A 2013 CREDO at Stanford University study concluded that Chicago’s charters produced larger academic gains than their traditional public school counterparts. Though another report coming out of the University of Minnesota Law School refuted that notion it was criticized as being ideologically aligned.
This next batch of charters will not be run-of the-mill, either. The district is specifically looking for applications that embrace a “Next Generation School” model that leverages the benefits of brick-and-mortar schools with technology that can deliver a personalized educational approach.
The school system is also seeking applications for dual language and “trauma-informed” schools. For applications in the latter category, Chicago Public Schools envisions that the schools will give educators extra training for handling students who suffer from post- traumatic stress disorder or experienced other kinds of hardships that affect their achievement.

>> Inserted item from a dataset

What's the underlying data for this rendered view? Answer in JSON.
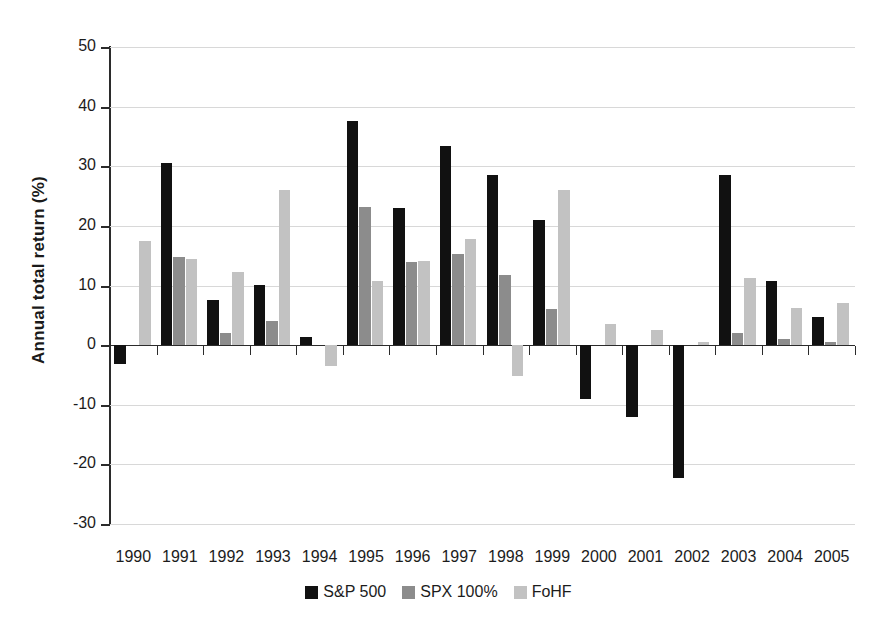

Research suggests that exposure to violence can hurt how children do in school and some Chicago neighborhoods are regularly ravaged by gang-related murders including the gunning down of a 9-year-old boy last year.  
Unlike in previous years, the school system is bypassing its usual process to solicit community feedback on proposed charter schools from neighborhood advisory councils whose trained volunteers evaluate the proposals in potentially impacted neighborhoods.
Instead, the school system expects charter school leaders to demonstrate that they have community support for their school in their application. That change did not go unnoticed by persistent charter school critic Wendy Katten, who runs parent group Raise Your Hand.
“It looks like they're making it even less democratic,” Katten told WBEZ, the city’s public radio station. “To take (that) away—and to have the charter operators do the community engagement—that’s even more of a sham than what currently has existed. The real question is, our city needs a massive debate about opening any kind of new schools in a city that has just hemorrhaged students.”
Over the years, student enrollment in traditional public schools has declined in Chicago as more families opted for charter schools. Underenrollment in public schools in the city’s poorest South and West Side communities prompted the district to close some 50 schools in 2013.  
The reason for tweaking the community feedback process might well be financial. Last year, the process cost an eye-popping $340,000 of which the district paid half, according to city school officials.
Chicago Public Schools plans to post the proposals online, collect feedback through its website and hold a public hearing on successful charter school applications in September.
“Our thorough vetting process requires applicants to demonstrate they will meet a need for additional quality seats and have community support, and we will only move forward with applicants that meet our high standards,” Claypool said.
Applications for the new charter schools are due April 25, and the Board of Education will approve them in October. In the meantime, maybe Chicago Public Schools will manage to chip away at some of the other things that could go on that New Year’s wish list.